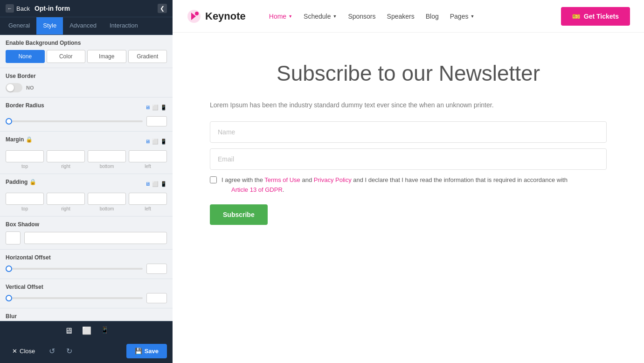 This screenshot has height=363, width=644. Describe the element at coordinates (138, 351) in the screenshot. I see `save-icon: 💾` at that location.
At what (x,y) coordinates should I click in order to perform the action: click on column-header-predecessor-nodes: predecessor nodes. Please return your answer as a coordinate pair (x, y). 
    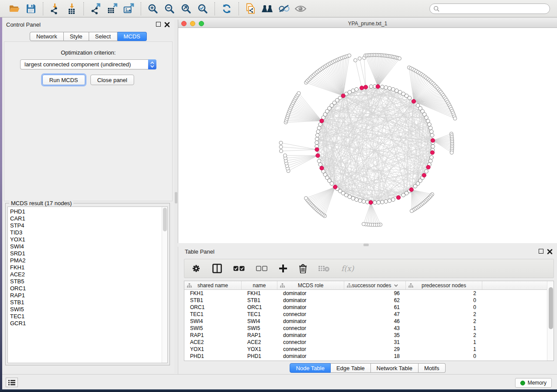
    Looking at the image, I should click on (444, 285).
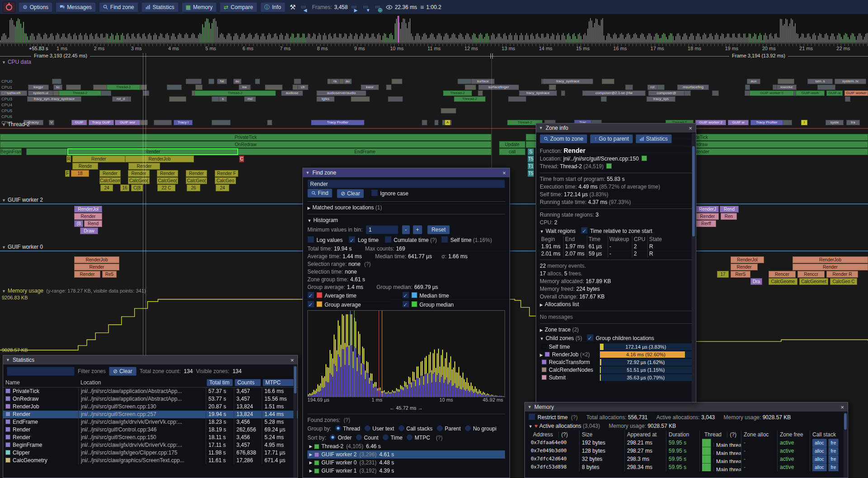 This screenshot has width=868, height=478. Describe the element at coordinates (109, 274) in the screenshot. I see `timeline-zone: Re5` at that location.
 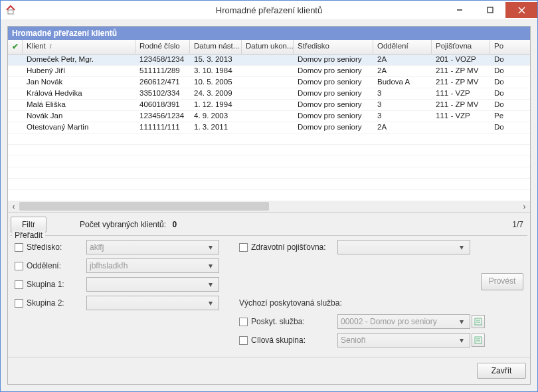 I want to click on col-check: ✔, so click(x=15, y=47).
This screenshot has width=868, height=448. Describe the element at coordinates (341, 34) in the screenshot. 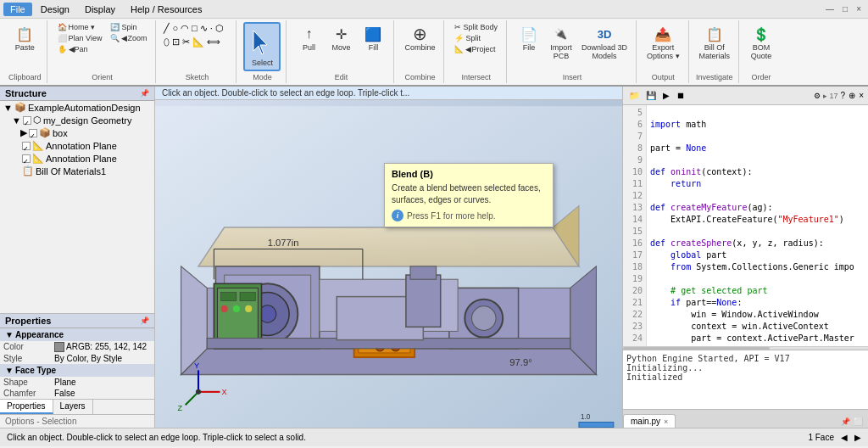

▸ Exercise brief
Every line from the one holding "At what (x,y)" through the final line of the data above is to be reproduced exactly, both ends included, with the pictures left out.

▸ Written response
At what (x,y) coordinates should I click in order to perform the action: click on column-header-predecessor-nodes: predecessor nodes. Please return your answer as a coordinate pair (x, y). 
    Looking at the image, I should click on (444, 285).
 This screenshot has width=868, height=478. Describe the element at coordinates (109, 274) in the screenshot. I see `timeline-zone: Re5` at that location.
  I want to click on col-check: ✔, so click(x=15, y=47).
This screenshot has width=868, height=448. Describe the element at coordinates (341, 34) in the screenshot. 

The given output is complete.